Britain should “actively resist” the “Kneejerk” reform plans to deport all migrants, according to the head of the Church of England.
The Archbishop of York, Stephen Cottrell, has criticised the right-wing party’s new proposals to solve the migrant crisis by taking in 600,000 migrants over five years, saying the plan does not solve long-term problems.
He said: “You haven’t solved the problem, you’ve just put it somewhere else and done nothing to make progress on the issue of what brings people to this country.
“You think that’s the answer? You’ll discover in time that all you’ve done is make the problem worse.”
Speaking to Sky News, he said: “Don’t get me wrong, I have every sympathy for those who are finding it difficult, every sympathy, just as I have for those living in poverty.
“But I think we should actively resist the short-term path of ‘sending them home’.”

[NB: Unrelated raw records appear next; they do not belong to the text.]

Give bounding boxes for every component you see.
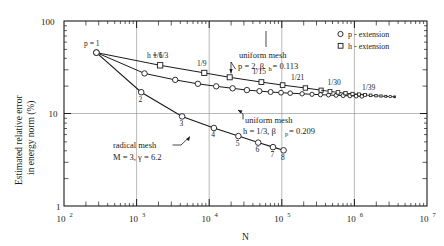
x-tick-label-1e5: 10 5 (274, 211, 290, 224)
radical-mesh-label-line2: M = 3, γ = 6.2 (113, 152, 162, 162)
lower-beta-text: h = 1/3, β (243, 126, 276, 136)
legend-label-h-extension: h - extension (348, 42, 389, 51)
x-tick-labels: 10 2 10 3 10 4 10 5 10 6 10 7 (57, 211, 437, 224)
x-tick-label-1e7: 10 7 (419, 211, 436, 224)
legend-label-p-extension: p - extension (348, 30, 389, 39)
x-tick-label-1e6: 10 6 (347, 211, 364, 224)
uniform-mesh-lower-label-line1: uniform mesh (245, 115, 293, 125)
y-tick-label-1: 1 (56, 202, 61, 212)
point-label-6: 6 (256, 145, 260, 154)
svg-text:10: 10 (129, 214, 139, 224)
y-tick-label-10: 10 (49, 109, 59, 119)
point-label-5: 5 (236, 139, 240, 148)
svg-text:10: 10 (347, 214, 357, 224)
svg-text:2: 2 (70, 211, 73, 218)
x-tick-label-1e2: 10 2 (57, 211, 73, 224)
point-label-h-1-9: 1/9 (197, 59, 207, 68)
legend-marker-p-extension (338, 31, 343, 36)
x-tick-label-1e4: 10 4 (202, 211, 219, 224)
uniform-mesh-upper-label-line1: uniform mesh (239, 50, 287, 60)
lower-beta-subscript: p (285, 130, 288, 137)
svg-text:3: 3 (142, 211, 145, 218)
svg-text:5: 5 (287, 211, 290, 218)
svg-text:4: 4 (215, 211, 219, 218)
x-axis-label: N (242, 232, 249, 242)
chart-svg: 2 3 4 5 6 7 8 1/6 1/9 1/15 1/21 1/30 1/3… (0, 0, 444, 246)
figure-container: 2 3 4 5 6 7 8 1/6 1/9 1/15 1/21 1/30 1/3… (0, 0, 444, 246)
upper-beta-text: p = 2, β (238, 61, 264, 71)
svg-text:10: 10 (57, 214, 67, 224)
point-label-h-1-30: 1/30 (328, 78, 342, 87)
start-label-p1: p = 1 (84, 39, 100, 48)
y-tick-labels: 100 10 1 (41, 17, 61, 212)
svg-text:10: 10 (202, 214, 212, 224)
start-label-h13: h = 1/3 (147, 51, 169, 60)
point-label-h-1-21: 1/21 (291, 73, 305, 82)
y-axis-label-line2: in energy norm (%) (26, 101, 37, 175)
svg-text:6: 6 (360, 211, 364, 218)
svg-text:7: 7 (432, 211, 436, 218)
y-tick-label-100: 100 (41, 17, 55, 27)
point-label-3: 3 (180, 119, 184, 128)
point-label-h-1-39: 1/39 (362, 83, 376, 92)
point-label-2: 2 (139, 95, 143, 104)
point-label-8: 8 (281, 153, 285, 162)
svg-text:10: 10 (274, 214, 284, 224)
upper-beta-value: = 0.113 (273, 61, 299, 71)
legend-marker-h-extension (338, 43, 343, 48)
x-tick-label-1e3: 10 3 (129, 211, 145, 224)
svg-text:10: 10 (419, 214, 429, 224)
lower-beta-value: = 0.209 (289, 126, 315, 136)
radical-mesh-label-line1: radical mesh (113, 140, 157, 150)
y-axis-label-line1: Estimated relative error (14, 94, 24, 185)
point-label-7: 7 (270, 150, 274, 159)
point-label-4: 4 (211, 130, 215, 139)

Asked if that was his message to reform leader Nigel Farage, he said: “That is it. Mr Farage says the things he says, but he offers no long-term solution to the issues that are our world and driving it.

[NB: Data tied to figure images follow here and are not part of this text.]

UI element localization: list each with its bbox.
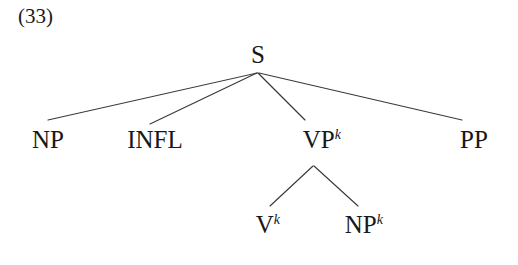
tree-node-v-superscript: k	[274, 212, 280, 227]
tree-edge-s-pp	[259, 73, 462, 120]
tree-node-s-label: S	[251, 41, 265, 68]
tree-node-v: Vk	[256, 212, 280, 237]
tree-edge-s-infl	[150, 73, 257, 124]
tree-node-np: NP	[32, 127, 64, 152]
tree-edge-vp-npk	[314, 166, 358, 206]
tree-node-infl-label: INFL	[127, 126, 183, 153]
tree-edge-s-np	[48, 73, 257, 120]
tree-node-vp: VPk	[303, 127, 341, 152]
tree-edge-s-vp	[258, 73, 305, 120]
tree-node-pp: PP	[460, 127, 488, 152]
tree-node-v-label: V	[256, 211, 274, 238]
tree-node-vp-label: VP	[303, 126, 335, 153]
tree-edge-vp-v	[270, 166, 313, 206]
tree-node-np-label: NP	[32, 126, 64, 153]
tree-node-vp-superscript: k	[335, 127, 341, 142]
tree-node-npk: NPk	[345, 212, 383, 237]
tree-node-npk-label: NP	[345, 211, 377, 238]
tree-node-pp-label: PP	[460, 126, 488, 153]
tree-node-npk-superscript: k	[377, 212, 383, 227]
tree-node-s: S	[251, 42, 265, 67]
tree-node-infl: INFL	[127, 127, 183, 152]
figure-canvas: (33) S NP INFL VPk PP Vk NPk	[0, 0, 518, 265]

“I don’t see any other way.”
Instead, he called for a “holistic and international vision” to deal with mass migration.
But Farage’s deputy, Richard Tice, rejected this criticism, speaking to Sky News on Sunday.

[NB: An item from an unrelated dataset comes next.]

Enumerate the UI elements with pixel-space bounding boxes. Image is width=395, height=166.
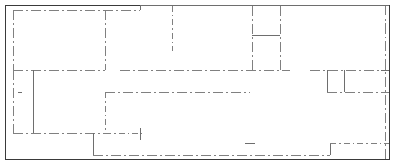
drawing-background: [0, 0, 395, 166]
floor-plan-canvas: [0, 0, 395, 166]
floor-plan-drawing: [0, 0, 395, 166]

He said: “The role of the archbishop is not to interfere in international migration policy, which is determined by the government.”
Presenter Trevor Phillips responded: “Don’t governments have some responsibility to demonstrate moral behavior, or is it just a business transaction that’s in government?”
“It’s a little bit of both,” said Tice, “it’s not either or.
He argued that removing migrants would ease the housing market and the job market.
This debate comes as anti-Asylum protests escalate in the UK, with both pro and anti-immigration protests taking place across the country over the weekend.
Police made five arrests in west London on Saturday after a group of masked anti-Asylum demonstrators tried to break into a hotel housing migrants.
This comes after the Court of Appeal overturned an interim order that would have blocked the Bell Hotel from accommodating asylum seekers.